Monday, September 28, 2015

Grandparents

A grandfather died the other day. Facebook filled with tributes, stories and the honouring of a man who had been loved and treasured by his adult grandchildren.

I thought of my grandparents. Three dead when I was so young, I have not a single memory. The fourth remembered only as a dour old Scot, blind in one eye from glaucoma, nearly blind in the other from a cataract, and very deaf. I saw him just once a year, if I was lucky, until he died when I was eight.

My parents died nine months apart when my oldest son was seven: he remembers them - just. They were unwell for most of his life, with strokes and cancer. The next two have no memories and the youngest was not even conceived at the times of their deaths.

My children's other grandparents were not involved with, nor even overly interested in grandchildren numbers ten to thirteen - they'd done their grandchildren days long before mine appeared.

So what is a grandparent? I have no experience of being grandparented, nor the examples of my parents or parents-in-law. I don't know how to be a grandparent, except to love my grandchildren, and to miss them. I don't know how to play with them, nor how to talk to them. Mostly I forget that they are children and speak to them as if they were friends.

I hear my Facebook friend's grief and emptiness and my heart aches for her loss.

My heart aches also - for something, for people I never had, but I don't know how to grieve for that, for them.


With pictures left out, output exactly the lines from the line holding "list UI elements" through the end of the data, both included.

##### Supplied material #####

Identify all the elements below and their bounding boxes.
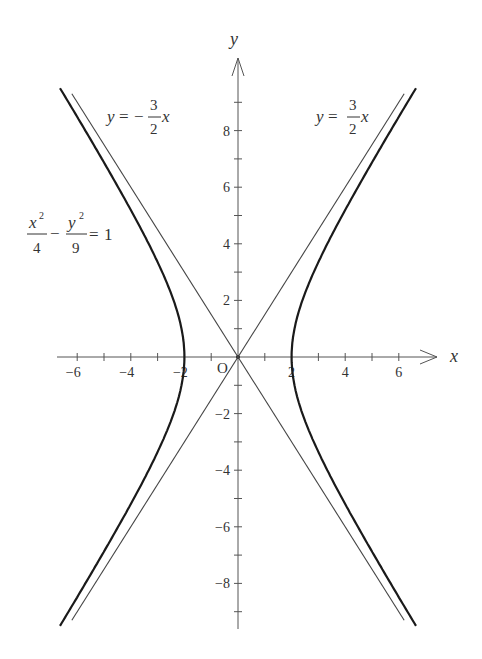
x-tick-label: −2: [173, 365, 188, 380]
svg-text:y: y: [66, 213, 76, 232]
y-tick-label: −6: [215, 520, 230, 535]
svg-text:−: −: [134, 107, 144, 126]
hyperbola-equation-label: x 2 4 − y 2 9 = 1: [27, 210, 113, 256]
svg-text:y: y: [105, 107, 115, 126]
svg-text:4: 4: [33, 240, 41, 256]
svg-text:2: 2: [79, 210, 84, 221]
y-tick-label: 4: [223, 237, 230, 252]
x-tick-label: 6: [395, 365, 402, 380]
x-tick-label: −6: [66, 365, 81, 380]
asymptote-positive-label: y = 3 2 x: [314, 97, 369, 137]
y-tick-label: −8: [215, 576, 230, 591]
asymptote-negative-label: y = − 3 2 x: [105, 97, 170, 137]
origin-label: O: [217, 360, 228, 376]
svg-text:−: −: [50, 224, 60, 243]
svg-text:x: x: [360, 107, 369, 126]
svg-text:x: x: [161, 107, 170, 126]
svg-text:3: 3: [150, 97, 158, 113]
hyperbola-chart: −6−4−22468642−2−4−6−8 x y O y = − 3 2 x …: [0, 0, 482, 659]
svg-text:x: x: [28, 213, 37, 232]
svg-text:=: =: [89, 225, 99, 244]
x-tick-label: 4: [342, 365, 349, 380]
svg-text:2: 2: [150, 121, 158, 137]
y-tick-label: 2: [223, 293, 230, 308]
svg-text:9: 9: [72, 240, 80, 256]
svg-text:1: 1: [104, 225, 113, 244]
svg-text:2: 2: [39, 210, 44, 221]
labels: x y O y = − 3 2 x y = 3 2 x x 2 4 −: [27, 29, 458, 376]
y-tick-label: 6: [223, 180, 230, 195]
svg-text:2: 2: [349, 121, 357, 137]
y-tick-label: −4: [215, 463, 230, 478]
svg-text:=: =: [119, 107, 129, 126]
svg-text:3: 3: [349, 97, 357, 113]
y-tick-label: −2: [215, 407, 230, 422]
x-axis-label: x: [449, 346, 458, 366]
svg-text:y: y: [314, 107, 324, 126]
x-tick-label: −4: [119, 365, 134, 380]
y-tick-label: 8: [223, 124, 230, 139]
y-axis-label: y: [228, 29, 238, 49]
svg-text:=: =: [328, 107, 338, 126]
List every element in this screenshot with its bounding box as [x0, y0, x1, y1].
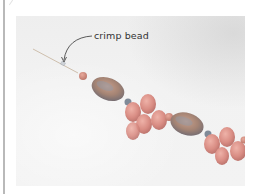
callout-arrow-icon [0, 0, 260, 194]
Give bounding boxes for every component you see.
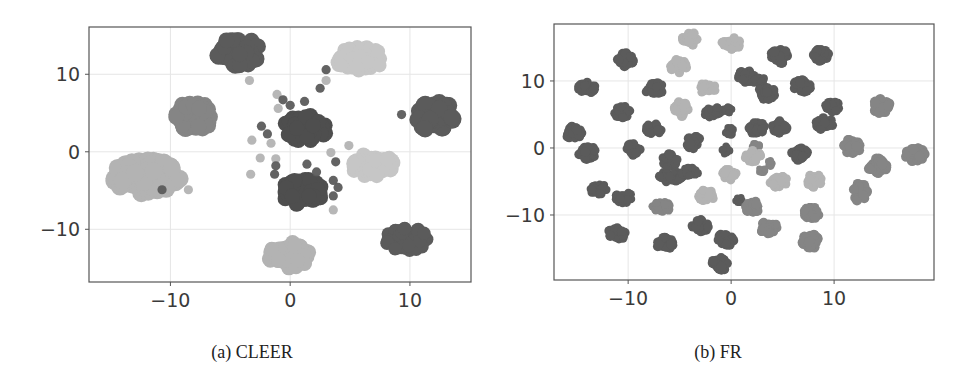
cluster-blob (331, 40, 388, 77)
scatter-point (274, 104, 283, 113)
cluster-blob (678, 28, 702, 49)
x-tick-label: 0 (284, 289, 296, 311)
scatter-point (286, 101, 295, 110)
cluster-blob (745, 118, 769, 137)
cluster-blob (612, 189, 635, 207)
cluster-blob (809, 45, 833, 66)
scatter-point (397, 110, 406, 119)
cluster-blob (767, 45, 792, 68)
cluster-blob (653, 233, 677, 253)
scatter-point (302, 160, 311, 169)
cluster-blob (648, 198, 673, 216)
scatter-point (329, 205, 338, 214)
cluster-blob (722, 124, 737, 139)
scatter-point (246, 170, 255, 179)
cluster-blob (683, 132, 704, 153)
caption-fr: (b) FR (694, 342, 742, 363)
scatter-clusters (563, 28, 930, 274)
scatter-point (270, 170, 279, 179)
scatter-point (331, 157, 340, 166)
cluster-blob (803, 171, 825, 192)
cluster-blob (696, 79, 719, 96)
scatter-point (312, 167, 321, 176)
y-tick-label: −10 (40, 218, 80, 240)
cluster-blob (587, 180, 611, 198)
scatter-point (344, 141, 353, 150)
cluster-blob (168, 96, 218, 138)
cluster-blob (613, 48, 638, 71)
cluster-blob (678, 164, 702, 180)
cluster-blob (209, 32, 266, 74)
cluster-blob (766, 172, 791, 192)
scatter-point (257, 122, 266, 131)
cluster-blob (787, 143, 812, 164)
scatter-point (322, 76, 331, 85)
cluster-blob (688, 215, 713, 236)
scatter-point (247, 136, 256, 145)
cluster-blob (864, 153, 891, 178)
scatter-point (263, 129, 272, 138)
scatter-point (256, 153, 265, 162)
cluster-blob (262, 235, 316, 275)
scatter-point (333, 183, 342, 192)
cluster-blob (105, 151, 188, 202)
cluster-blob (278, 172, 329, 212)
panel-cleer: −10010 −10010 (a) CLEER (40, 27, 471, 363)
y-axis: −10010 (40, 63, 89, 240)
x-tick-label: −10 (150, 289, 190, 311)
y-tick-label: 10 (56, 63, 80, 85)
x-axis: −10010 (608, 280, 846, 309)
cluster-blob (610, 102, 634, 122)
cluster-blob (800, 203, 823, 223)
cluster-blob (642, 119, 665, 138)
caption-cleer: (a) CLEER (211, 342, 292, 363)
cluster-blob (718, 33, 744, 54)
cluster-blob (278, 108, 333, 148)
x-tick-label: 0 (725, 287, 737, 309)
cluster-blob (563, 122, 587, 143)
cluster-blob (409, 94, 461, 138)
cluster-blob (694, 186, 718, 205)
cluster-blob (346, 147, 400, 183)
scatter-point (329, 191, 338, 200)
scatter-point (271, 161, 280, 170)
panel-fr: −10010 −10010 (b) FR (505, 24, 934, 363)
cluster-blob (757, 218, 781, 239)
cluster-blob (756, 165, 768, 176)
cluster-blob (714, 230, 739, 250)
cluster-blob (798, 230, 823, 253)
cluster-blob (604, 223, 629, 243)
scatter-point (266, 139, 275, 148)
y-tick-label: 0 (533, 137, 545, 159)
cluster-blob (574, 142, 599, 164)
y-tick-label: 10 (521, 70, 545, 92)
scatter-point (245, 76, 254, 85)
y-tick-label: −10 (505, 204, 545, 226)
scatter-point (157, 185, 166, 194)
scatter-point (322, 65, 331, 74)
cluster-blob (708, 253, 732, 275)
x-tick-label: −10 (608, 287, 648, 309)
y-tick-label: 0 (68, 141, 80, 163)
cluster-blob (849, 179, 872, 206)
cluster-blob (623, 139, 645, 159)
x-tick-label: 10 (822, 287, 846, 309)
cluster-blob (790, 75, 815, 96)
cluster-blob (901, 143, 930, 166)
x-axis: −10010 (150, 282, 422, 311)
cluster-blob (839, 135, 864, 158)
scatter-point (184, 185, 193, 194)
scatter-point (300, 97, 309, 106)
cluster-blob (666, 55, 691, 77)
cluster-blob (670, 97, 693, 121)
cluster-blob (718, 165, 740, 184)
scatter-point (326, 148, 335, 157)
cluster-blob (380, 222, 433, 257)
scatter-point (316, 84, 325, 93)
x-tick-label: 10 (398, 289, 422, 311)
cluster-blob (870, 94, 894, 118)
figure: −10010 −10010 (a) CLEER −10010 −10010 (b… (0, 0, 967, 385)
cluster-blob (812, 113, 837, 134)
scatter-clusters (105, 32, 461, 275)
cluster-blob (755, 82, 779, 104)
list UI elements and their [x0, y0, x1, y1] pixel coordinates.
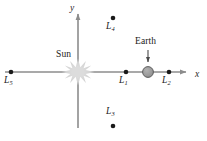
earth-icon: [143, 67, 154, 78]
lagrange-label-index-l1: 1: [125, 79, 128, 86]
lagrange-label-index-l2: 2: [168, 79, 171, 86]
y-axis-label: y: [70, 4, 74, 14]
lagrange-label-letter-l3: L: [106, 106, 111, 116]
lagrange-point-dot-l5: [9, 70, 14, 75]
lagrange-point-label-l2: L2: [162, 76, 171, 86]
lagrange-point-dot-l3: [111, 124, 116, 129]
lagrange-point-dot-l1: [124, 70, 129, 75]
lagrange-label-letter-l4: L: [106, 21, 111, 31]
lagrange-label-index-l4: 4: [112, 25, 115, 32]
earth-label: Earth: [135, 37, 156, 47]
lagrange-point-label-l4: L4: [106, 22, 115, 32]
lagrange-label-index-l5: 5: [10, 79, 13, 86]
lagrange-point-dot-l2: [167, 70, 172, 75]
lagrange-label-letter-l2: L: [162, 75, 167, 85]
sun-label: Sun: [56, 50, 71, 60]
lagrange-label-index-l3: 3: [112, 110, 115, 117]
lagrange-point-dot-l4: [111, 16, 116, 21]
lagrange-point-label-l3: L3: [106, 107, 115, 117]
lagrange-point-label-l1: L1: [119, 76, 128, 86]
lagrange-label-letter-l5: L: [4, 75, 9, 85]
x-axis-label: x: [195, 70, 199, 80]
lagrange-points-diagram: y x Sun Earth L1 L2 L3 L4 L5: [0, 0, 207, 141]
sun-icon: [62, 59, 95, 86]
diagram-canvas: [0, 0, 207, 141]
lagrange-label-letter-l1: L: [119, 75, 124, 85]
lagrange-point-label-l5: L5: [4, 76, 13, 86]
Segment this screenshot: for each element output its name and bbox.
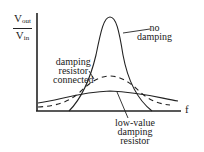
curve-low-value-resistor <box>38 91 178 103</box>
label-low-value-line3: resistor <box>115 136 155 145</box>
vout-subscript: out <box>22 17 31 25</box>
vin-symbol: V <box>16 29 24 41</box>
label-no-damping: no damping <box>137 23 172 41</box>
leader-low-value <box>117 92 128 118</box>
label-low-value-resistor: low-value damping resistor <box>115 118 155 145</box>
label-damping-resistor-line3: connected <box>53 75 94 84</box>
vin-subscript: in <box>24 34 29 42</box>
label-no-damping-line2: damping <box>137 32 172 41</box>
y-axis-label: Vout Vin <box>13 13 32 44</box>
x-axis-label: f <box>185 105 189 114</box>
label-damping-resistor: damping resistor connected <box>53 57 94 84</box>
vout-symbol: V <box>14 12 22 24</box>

#####

> Worked solution:
list UI elements and their [x0, y0, x1, y1] pixel coordinates.
earth-icon: [143, 67, 154, 78]
lagrange-label-index-l1: 1: [125, 79, 128, 86]
lagrange-label-index-l2: 2: [168, 79, 171, 86]
y-axis-label: y: [70, 4, 74, 14]
lagrange-label-letter-l3: L: [106, 106, 111, 116]
lagrange-point-dot-l5: [9, 70, 14, 75]
lagrange-point-label-l2: L2: [162, 76, 171, 86]
lagrange-point-dot-l3: [111, 124, 116, 129]
lagrange-point-dot-l1: [124, 70, 129, 75]
lagrange-label-letter-l4: L: [106, 21, 111, 31]
lagrange-label-index-l4: 4: [112, 25, 115, 32]
earth-label: Earth: [135, 37, 156, 47]
lagrange-point-label-l4: L4: [106, 22, 115, 32]
lagrange-label-index-l5: 5: [10, 79, 13, 86]
lagrange-point-dot-l2: [167, 70, 172, 75]
lagrange-label-letter-l2: L: [162, 75, 167, 85]
sun-label: Sun: [56, 50, 71, 60]
lagrange-label-index-l3: 3: [112, 110, 115, 117]
lagrange-point-dot-l4: [111, 16, 116, 21]
lagrange-point-label-l3: L3: [106, 107, 115, 117]
lagrange-point-label-l1: L1: [119, 76, 128, 86]
lagrange-label-letter-l5: L: [4, 75, 9, 85]
x-axis-label: x: [195, 70, 199, 80]
lagrange-points-diagram: y x Sun Earth L1 L2 L3 L4 L5: [0, 0, 207, 141]
sun-icon: [62, 59, 95, 86]
diagram-canvas: [0, 0, 207, 141]
lagrange-label-letter-l1: L: [119, 75, 124, 85]
lagrange-point-label-l5: L5: [4, 76, 13, 86]
Segment this screenshot: for each element output its name and bbox.
curve-low-value-resistor <box>38 91 178 103</box>
label-low-value-line3: resistor <box>115 136 155 145</box>
vout-subscript: out <box>22 17 31 25</box>
vin-symbol: V <box>16 29 24 41</box>
label-no-damping: no damping <box>137 23 172 41</box>
leader-low-value <box>117 92 128 118</box>
label-low-value-resistor: low-value damping resistor <box>115 118 155 145</box>
label-damping-resistor-line3: connected <box>53 75 94 84</box>
vin-subscript: in <box>24 34 29 42</box>
label-no-damping-line2: damping <box>137 32 172 41</box>
y-axis-label: Vout Vin <box>13 13 32 44</box>
x-axis-label: f <box>185 105 189 114</box>
label-damping-resistor: damping resistor connected <box>53 57 94 84</box>
vout-symbol: V <box>14 12 22 24</box>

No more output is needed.